Written by Michael Claxton
In 2016, I went to see “Rogue One: A Star Wars Story,” which is set in a time slightly before the original 1977 classic. The plot involves Rebel spies stealing plans for the Empire’s battle station. Remember Grand Moff Tarkin, the evil governor who wants to blow up Princess Leia’s home planet? He was played originally by veteran horror-movie actor Peter Cushing.
Cushing died in 1994. Imagine my surprise, then, when his avatar showed up in “Rogue One” to reprise the Imperial villain role. “How in the world,” I asked myself, “did they find a guy who looks exactly like him?” As it turned out, they didn’t. It was all CGI, with a voiceover supplying the dastardly British accent. The effect was eerie, to say the least.
I noticed later that the credits thanked “the estate of Peter Cushing.” Given that the film brought in $1.058 billion, I assume the estate got a hefty residual. And so began the debate over the ethics of recreating the dead onscreen. It’s hard enough for the children of bygone celebrities to decide whether dad would have wanted them to license those T-shirts and bobbleheads. But now they must choose what parts he would audition for beyond the grave.
But that quandary is child’s play compared to the latest AI outrage. A Korean company has now created a chatbot that can resurrect the dead.
For $10,000 or thereabouts, the company will come to your home and film you for several hours. The goal is to capture your voice, your speech patterns, your gestures and your mannerisms. Then, after you die, the company will create an artificially intelligent hologram that can speak with your family in your voice. It is being marketed as a source of comfort for the bereaved.
After the initial fee, I believe you pay extra for each viewing. Just like Redbox.
This, my friends, is a racket. As long as there has been grief, there have been swindlers trying to cash in on it. Back in the 1840s, a pair of sisters in upstate New York started pranking their parents. They discovered that they could secretly snap their toes together and blame the “raps” on ghosts. Kate and Maggie Fox did not intend to start a religion, but as reports grew of their alleged ability to contact the deceased, so did the movement they accidentally inspired.
Spiritualism was huge from the Victorian era through its peak after World War I, when grieving family members were anxious to have one final word from a son killed at Gallipoli. Seances, levitations, automatic writing, spirit manifestations and other flapdoodles swept the world. Gullible clients often paid through the nose to sit in a dark room and be duped by con artists who pretended to be in sync with the dead. Professional magicians like Harry Houdini were incensed and labored to expose rampant séance fraud.

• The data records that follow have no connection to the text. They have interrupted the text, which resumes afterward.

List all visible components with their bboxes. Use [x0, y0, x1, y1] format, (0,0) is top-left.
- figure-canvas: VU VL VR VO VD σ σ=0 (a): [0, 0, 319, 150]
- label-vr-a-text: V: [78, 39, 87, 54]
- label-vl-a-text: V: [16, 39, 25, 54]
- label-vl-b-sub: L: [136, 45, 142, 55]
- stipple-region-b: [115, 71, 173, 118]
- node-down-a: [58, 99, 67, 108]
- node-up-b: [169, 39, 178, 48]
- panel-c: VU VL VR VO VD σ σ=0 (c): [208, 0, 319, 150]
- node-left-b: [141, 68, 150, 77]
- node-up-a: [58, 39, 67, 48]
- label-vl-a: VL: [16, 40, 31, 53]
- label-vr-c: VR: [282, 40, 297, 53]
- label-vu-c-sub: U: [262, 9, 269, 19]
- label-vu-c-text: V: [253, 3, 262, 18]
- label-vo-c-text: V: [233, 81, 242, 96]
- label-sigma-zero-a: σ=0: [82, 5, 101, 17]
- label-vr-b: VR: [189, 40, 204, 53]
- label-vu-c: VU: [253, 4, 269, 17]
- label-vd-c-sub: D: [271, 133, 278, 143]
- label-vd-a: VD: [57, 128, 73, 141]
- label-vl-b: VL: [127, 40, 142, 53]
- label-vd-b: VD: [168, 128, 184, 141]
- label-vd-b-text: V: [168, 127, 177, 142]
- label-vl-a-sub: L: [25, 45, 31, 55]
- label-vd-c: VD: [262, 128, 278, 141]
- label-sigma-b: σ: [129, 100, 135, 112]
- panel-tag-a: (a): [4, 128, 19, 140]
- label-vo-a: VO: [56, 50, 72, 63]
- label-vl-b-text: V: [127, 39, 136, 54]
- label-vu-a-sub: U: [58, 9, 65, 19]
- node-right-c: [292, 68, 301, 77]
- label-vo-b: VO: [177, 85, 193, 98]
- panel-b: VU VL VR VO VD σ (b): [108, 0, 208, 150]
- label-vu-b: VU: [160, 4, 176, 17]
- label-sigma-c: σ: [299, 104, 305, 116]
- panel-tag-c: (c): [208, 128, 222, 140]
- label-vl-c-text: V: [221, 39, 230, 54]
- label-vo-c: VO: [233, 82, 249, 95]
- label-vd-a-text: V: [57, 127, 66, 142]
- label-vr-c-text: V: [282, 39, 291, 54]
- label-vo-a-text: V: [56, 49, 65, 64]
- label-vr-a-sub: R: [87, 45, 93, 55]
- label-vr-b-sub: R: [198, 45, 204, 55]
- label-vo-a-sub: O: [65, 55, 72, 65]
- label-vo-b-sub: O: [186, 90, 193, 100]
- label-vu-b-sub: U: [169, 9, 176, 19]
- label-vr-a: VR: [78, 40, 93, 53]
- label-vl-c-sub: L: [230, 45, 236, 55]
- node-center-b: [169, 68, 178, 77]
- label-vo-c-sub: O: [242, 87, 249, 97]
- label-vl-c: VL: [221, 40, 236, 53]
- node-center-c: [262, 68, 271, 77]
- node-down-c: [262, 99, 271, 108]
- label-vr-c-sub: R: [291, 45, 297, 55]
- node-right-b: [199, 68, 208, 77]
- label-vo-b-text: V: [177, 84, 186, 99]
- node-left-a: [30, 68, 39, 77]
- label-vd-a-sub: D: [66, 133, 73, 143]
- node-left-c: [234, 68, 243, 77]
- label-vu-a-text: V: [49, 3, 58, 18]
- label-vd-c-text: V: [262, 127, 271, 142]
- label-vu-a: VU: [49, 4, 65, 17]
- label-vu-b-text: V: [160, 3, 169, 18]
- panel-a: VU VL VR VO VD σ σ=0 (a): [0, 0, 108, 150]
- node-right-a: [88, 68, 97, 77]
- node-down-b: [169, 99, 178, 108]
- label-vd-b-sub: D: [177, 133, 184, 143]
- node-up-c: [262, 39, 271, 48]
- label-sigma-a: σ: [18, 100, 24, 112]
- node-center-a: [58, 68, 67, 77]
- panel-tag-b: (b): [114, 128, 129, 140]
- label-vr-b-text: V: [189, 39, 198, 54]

Then as now, manipulating sad people is a rotten way to make a buck.
Set aside how creepy this new AI horror show is. No chatbot, no matter how good, can authentically recreate a person. If it filmed our beloved Great Aunt Vera for weeks, it couldn’t capture everything she knows or prepare her hologram to answer any question her relatives want to pose. If we want her to tell the story she hadn’t told in years — about the time she and four of her sisters were riding on the back of a horse and all fell into the lake when the horse stopped for a drink — will she be able to? Of course not. Will the hologram make up a fake story? Probably.
Consider the opportunities for fraud or spite. With a slight tweak in the programming, we can get a late relative’s hologram to announce he’s changing the will. Or to say something vicious to the cousin we don’t like. Or to confess to something he never did.
At the very least, a glitch in the system — there are always glitches in the system — could have the dearly departed behave in a way that confuses, bewilders or upsets her loved ones.
Life teaches us many things. One is that death is inevitable. We ache, we mourn, we grieve and yet we continue living. We must move on. Now, AI allows us to circumvent another crucial stage of human growth. Why seek closure and learn to let go, when we can pop in a $10,000 DVD and simulate one more chat with our old friend?
When it works as it should, life teaches us how to respond maturely to what happens. Are the folks who create our technologies on board with that plan?
Last week marked 12 years since my father died. I think about him every day. I would dearly love to see him again, to hear his laugh, to hold his large, warm hand. But I am confident that, someday, I will. And I can wait.
I look forward to telling him how much money I saved. He’ll love that.